April Books 32) The Cornelius Quartet

32) The Cornelius Quartet: The Final Programme , A Cure for Cancer, The English Assassin, The Condition of Muzak, by Michael Moorcock

Another classic of speculative fiction, which I have now read: the complex tales of Jerry Cornelius, his family, his allies and his enemies. It’s difficult to call it a novel, or a collection of novels; the first book perhaps comes closest to having a conventional plot, but the second and third books in particular are rather free of the contraints of linearity. You have to really let the word pictures wash over you without expecting the narrative to behave as we are used to plots behaving. There’s a consistent sort of post-Empire awareness behind the scenes, which sometimes bubbles to the top: in one passage in the fourth book, various English groups are presented as if native tribes in some far-off colony. Often such experiments seem just boring and self-indulgent, but this kept my interest.

Given the references to popular culture throughout the series of books, it’s not surprising to find Doctor Who making an appearance. What is a bit surprising is the company the Doctor is keeping; he appears as one of a long list of characters in a masque, “all the old familiar characters of the mummer’s play, of mime and pantomime, of folklore and traditional tale”, a long list which starts with Widow Twankey, Polchinelle, Abanazar, The Demon King, and Mother Goose, and continues to include (in the crucial four lines) “The May Queen, Humpty Dumpty, Old King Cole, Sawney Bean, Springheeled Jack, Charlie Peace, Queen Elizabeth, Mr Pickwick, Charley’s Aunt, Jack Sheppard, Romeo and Juliet, Doctor Who, Oberon, The Grand Cham, a Dalek, Old Moore, Falstaff, Little Red Riding Hood, Beowulf…”

It is interesting that the only twentieth-century characters in the whole list, covering more than half a page of text (assuming, as seems reasonable, that Queen Elizabeth is not the present one), are Doctor Who and the Dalek. (I had to look up a number of the others.
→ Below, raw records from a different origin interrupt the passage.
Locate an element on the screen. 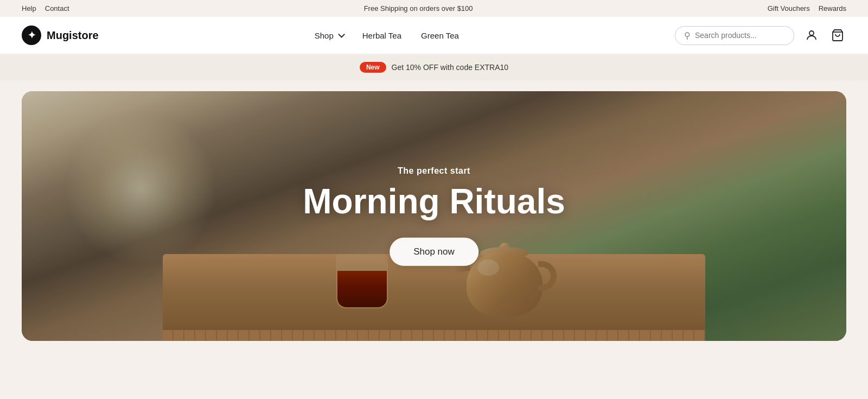 This screenshot has height=399, width=868. utility-bar-left: Help Contact is located at coordinates (46, 9).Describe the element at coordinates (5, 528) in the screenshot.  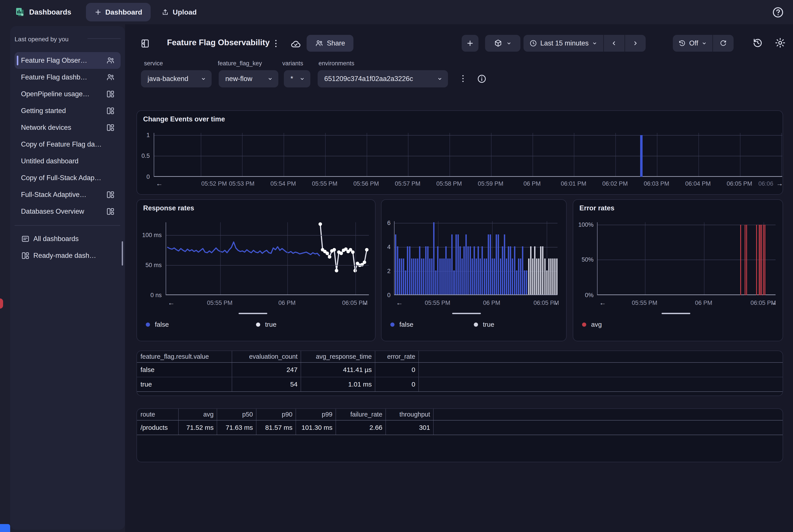
I see `corner-widget` at that location.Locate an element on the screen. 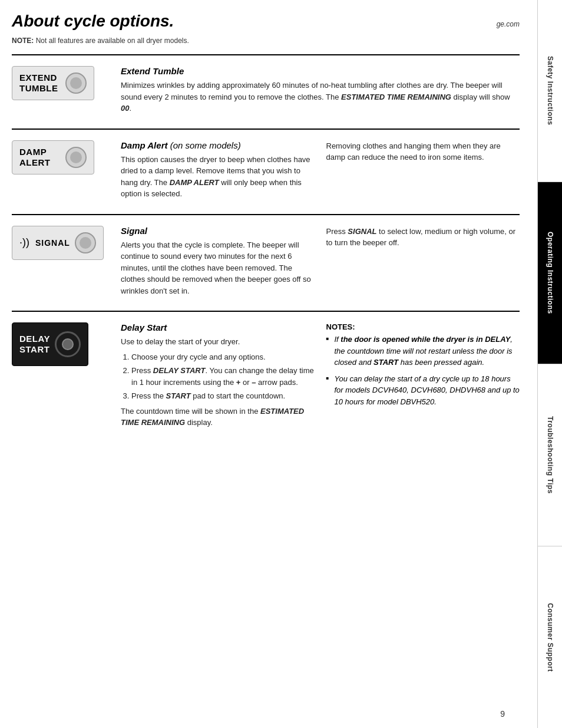  tab-safety-instructions: Safety Instructions is located at coordinates (550, 91).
Sawney Bean, Charlie Peace and Jack Sheppard were all notorious criminals of past centuries. The Grand Cham is the title of a book published in 1922, but he was a folkloric figure for centuries before that, and I find a poem called “The Grand Cham and the Honey-Bee” in Bentley’s Miscellany for 1837.) He pops up again a few pages later, when Mr Smiles, who has come dressed as the Green Knight, is explaining his choice of costume:

‘I’d considered coming as Frankenstein.’ Mr Smiles brightened behind his black beard which he had, unsuccessfully, also tried to dye green, ‘but I gathered it wasn’t suitable. Too modern or something. Or too general? And yet Doctor Who is here. Is everyone supposed to be part of British folklore tonight? Frankenstein, I should have thought…’

Frankenstein may have been a novel in English by a British writer, but I’d have thought most people whould disagree with Mr Smiles about the story’s place as a specifically British tale – the story is after all set mainly in Germany and Switzerland, though with odd bits around our archipelago. Doctor Who is certainly more British. (Mr Smiles is talking to another character dressed as Polchinelle, who reflects that although the character may originally have been Italian, he has been adopted by British culture as Punch.)

The book was published in 1977, so the Doctor can be understood as any of the first four Doctors (perhaps indeed all four; perhaps most likely Tom Baker’s particularly pantomimic persona). Moorcock presents Doctor Who (and the Dalek) in a completely different context from his frequent pop-culture references to Hawkwind, the Beatles, Pink Floyd etc; as an element of British historical lore, partly quaint and partly sinister. I don’t know of any other such references to Doctor Who in classic sf; but I will be looking out for them.